Article
12 December 2023
£100,000 FOR THE MOST EXCITING BANKNOTE TO COME ON TO THE MARKET THIS YEAR
“The most exciting banknote to come to market anywhere in the world this year.” That is how Noonans’ Head of Banknotes, Andrew Pattison, described the 1941 portrait 100 Fils of King Faisal II of Iraq offered in this sale.
The £100,000 hammer price, paid by a lifetime collector or Iraqi banknotes, fully justified the comment.
The specimen 100 Fils dated from 1941, had the serial number O/00 000000 and was decorated with a portrait of King Faisal II as a young boy.
Consigned by the family of Mr Abraham Elkabir (sometimes known as Ibrahim El-Kabir), Accountant-General of Iraq from 1927 until 1934, and Director-General of the Ministry of Finance for long periods thereafter, the note had never been on the market before.
“It is an almost mythical banknote; it had never been offered at auction before and is unlikely to ever come up again,” said Andrew Pattison. “The note was issued for a matter of weeks and only a single low-grade example is believed to have survived. For dedicated collectors of Iraq, this auction represented the only chance to complete the Iraq series once and for all.”
A specimen 50 Fils from 1944 with the serial number A000000, consigned by the same vendor, took £50,000 against an estimate of £30,000-40,000.
The sale also included the first major part of the Peter Holland Collection – a superb group of world notes from China, Hyderabad, Ceylon, and Sweden, as well South Africa. Many of these notes had not appeared in auction anywhere for well over a decade.
The highest denomination and rarest Swedish note ever produced sold here for £17,000. From the Sveriges Riksbank in Sweden, the 10,000 Kronor note dated from 1939 to a major world banknotes collector from Eastern Europe. As Andrew Pattison explained: “When this note was issued, it was worth the equivalent of four kilograms of solid gold and would easily have purchased an average house.”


* **WORK ORDER**: Search the records below for the word "gridline". Copy each line where it occurs.

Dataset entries
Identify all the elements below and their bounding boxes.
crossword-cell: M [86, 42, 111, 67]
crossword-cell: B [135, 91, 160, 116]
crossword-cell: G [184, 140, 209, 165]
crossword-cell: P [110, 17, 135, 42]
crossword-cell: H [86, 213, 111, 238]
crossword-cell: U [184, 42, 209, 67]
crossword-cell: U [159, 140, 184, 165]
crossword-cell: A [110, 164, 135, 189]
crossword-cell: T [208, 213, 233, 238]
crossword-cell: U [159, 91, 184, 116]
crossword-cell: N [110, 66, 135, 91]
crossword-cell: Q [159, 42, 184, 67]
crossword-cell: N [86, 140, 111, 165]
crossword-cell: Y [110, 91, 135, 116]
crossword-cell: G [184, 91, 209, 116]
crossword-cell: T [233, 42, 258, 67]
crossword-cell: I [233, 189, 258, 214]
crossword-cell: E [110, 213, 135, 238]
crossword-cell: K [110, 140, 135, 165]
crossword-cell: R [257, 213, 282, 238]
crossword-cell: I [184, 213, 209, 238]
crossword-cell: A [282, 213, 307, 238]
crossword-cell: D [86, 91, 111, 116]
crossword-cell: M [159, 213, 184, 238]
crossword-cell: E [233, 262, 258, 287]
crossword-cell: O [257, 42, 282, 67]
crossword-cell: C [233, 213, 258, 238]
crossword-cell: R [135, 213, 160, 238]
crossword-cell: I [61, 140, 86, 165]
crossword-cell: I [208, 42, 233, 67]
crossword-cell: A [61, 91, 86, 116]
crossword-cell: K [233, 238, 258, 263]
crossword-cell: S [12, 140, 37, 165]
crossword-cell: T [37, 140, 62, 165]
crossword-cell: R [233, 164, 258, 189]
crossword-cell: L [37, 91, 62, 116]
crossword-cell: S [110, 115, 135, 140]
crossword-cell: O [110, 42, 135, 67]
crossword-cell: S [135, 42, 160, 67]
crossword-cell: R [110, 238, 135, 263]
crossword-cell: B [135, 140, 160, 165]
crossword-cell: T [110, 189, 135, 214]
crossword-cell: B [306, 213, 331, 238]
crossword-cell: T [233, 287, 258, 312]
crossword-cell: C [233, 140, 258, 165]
...
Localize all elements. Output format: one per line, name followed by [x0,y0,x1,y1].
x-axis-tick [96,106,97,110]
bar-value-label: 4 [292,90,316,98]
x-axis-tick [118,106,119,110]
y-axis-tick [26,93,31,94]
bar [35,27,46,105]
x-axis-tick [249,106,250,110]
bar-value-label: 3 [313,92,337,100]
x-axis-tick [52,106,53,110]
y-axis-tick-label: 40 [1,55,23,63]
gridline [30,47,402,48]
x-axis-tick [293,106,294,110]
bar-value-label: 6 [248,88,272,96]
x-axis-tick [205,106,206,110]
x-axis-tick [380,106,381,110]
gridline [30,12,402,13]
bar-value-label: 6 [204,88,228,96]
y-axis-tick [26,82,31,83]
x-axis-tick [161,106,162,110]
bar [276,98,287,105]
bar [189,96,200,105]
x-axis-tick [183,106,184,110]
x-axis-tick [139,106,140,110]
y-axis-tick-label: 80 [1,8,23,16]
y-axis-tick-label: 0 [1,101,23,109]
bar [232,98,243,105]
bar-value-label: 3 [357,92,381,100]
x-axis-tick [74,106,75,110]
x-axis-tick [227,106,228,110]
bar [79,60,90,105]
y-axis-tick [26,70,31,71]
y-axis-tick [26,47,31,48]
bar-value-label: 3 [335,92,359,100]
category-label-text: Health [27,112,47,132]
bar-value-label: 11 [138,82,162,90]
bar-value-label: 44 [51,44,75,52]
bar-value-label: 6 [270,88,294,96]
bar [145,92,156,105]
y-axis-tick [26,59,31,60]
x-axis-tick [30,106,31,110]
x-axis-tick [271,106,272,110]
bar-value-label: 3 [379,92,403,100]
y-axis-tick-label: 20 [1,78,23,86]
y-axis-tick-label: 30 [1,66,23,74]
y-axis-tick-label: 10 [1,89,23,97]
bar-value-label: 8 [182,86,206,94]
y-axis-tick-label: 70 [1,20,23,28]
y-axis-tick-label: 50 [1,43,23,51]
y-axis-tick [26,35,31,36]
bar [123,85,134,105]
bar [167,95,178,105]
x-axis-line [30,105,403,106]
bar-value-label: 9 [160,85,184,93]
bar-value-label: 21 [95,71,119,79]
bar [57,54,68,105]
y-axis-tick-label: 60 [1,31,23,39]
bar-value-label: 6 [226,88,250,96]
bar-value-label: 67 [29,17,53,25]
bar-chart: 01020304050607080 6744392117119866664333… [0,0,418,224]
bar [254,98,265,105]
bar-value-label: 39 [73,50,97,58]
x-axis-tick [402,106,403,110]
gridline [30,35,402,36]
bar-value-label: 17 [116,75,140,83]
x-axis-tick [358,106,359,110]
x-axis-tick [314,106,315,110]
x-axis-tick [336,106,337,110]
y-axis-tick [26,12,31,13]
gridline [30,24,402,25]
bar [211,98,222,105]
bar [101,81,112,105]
---
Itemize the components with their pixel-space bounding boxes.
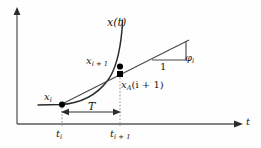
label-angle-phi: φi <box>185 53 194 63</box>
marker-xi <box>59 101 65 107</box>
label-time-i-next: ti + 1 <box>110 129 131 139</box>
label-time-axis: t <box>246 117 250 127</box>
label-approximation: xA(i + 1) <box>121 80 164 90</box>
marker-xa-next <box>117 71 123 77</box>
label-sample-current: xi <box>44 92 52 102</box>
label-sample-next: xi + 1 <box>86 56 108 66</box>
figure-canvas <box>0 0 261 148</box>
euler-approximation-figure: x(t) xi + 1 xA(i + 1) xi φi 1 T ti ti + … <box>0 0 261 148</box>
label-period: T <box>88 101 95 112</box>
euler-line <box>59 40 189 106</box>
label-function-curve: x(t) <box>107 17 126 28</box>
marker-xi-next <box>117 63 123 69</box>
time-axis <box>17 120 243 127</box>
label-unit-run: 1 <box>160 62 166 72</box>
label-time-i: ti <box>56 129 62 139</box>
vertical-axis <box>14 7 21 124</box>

* **TASK RESULT**:
gridline [30,47,402,48]
gridline [30,12,402,13]
gridline [30,35,402,36]
gridline [30,24,402,25]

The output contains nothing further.